When we can’t see Him,
when we can’t feel Him,
when we can’t hear Him.
When we can’t imagine life any other way,
and when we cry out and plead,
is our dawn ever fully going to break.
It is then
when we are flat on our face
that God works His miracles.”
When we can’t see or feel or hear Him. Because I’m not going to lie… I have experienced FAR more of that in the last two and a half months than I anticipated. I anticipated that this would be the hardest thing I’ve ever done, yes, but I still didn’t think it would be quite so difficult. And in saying that, I’m not quite sure what I expected, what I could have expected… but it certainly wasn’t this.
I didn’t expect that Christmas Eve 2019, a few months into a new life nearly 3,000 miles away, would be the first time that I would ever shed a tear during a sermon, let alone legitimately and fully cry. And as frustrated I am over the heartache that led to that, as frustrated as I am that I spent a long time texting with my mother last night about everything, exhausted from spending such a long time with tears streaming down my face… I’m grateful for it.

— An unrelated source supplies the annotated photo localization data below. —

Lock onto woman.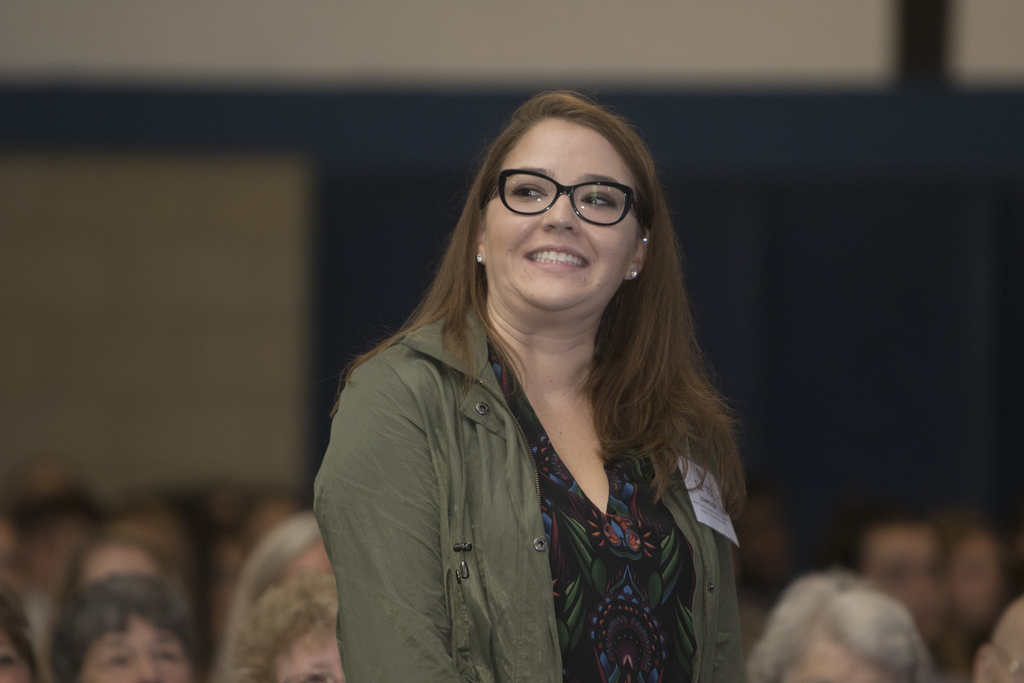
Locked: 289, 53, 777, 682.
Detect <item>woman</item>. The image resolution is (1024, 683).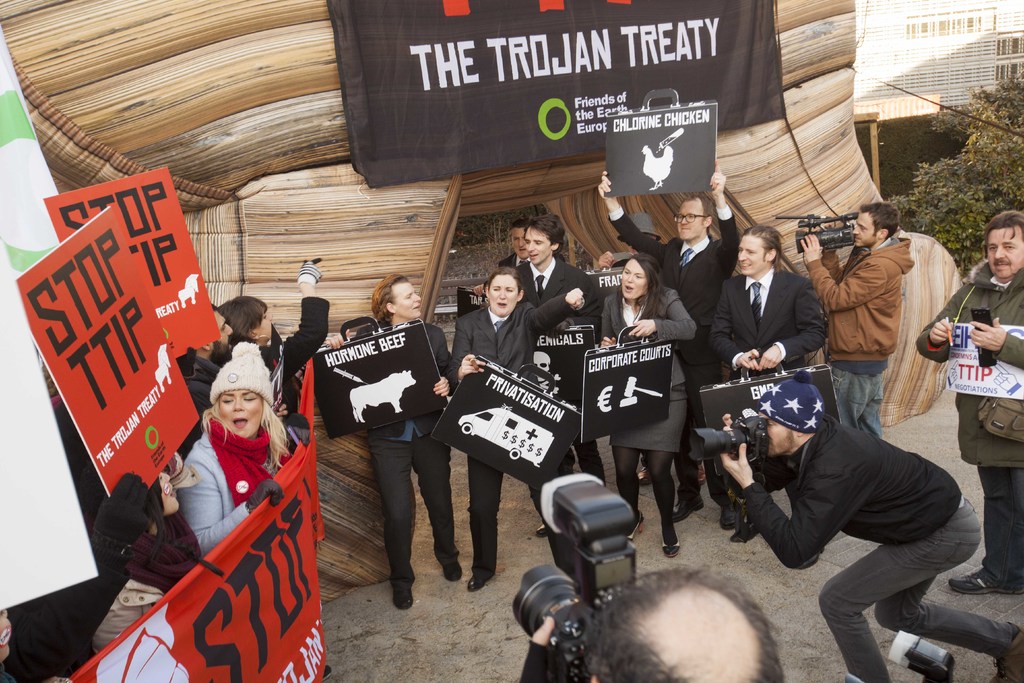
[left=323, top=264, right=458, bottom=609].
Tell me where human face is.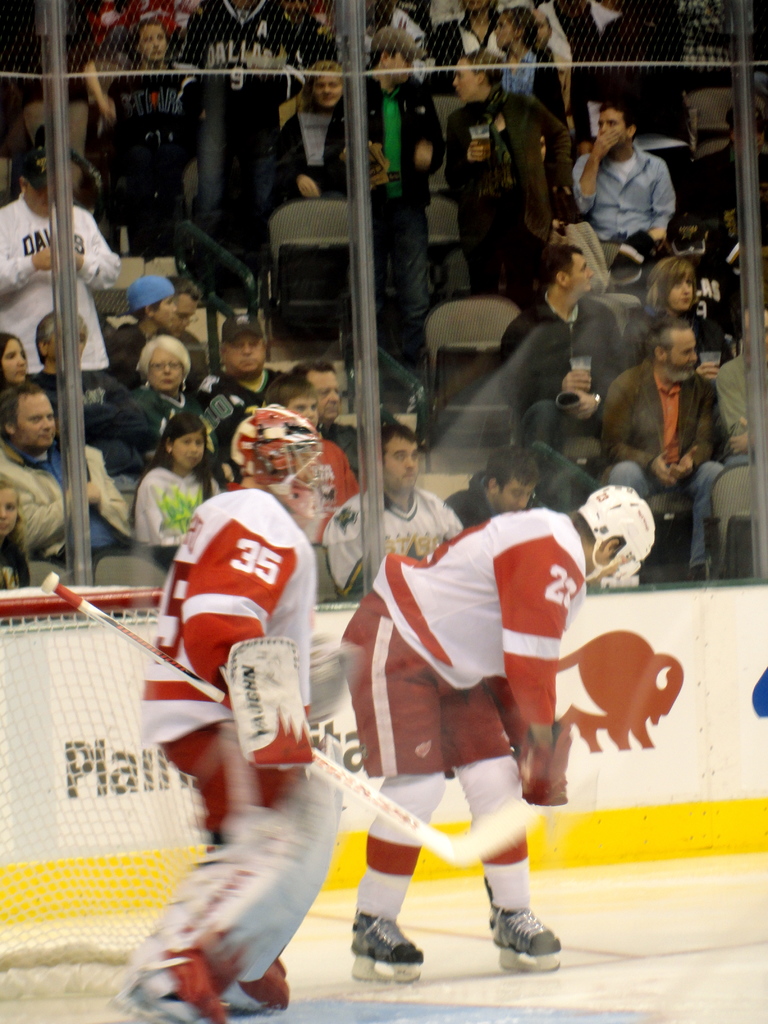
human face is at [598, 109, 628, 136].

See, without these times? God’s presence would never be so real.
When I planned this gift as a part of the twelve, I envisioned it as the gift of the abundance of people God has given me over the years home in California. What I did not anticipate, what I could not have anticipated, is that the opposite would also be true. That I would also be grateful for the gift of the struggle, for the gift of the season of having no choice but to rely on Him. Even as I write that, I feel like I’ve done an awful job of truly relying on Him to be the presence and the peace that I need.
But I think about the few things that HAVE gone right in the last few months, and with all of the external circumstances what they are, it can only be attributed to a faith that has already stood the test of difficult trials. A faith that calls me home over and over and over. And over, because His love never runs out.
A faith that has been and continues to be strengthened by so many of His faithful followers, near and far.
Thank you, God, for the gift of people and community. Thank you for how it has carried me in the past, and thank you for all the beautiful ways in which you will continue to demonstrate this gift – both expected and unexpected.
Thank you for being the ultimate presence… Immanuel. God with us.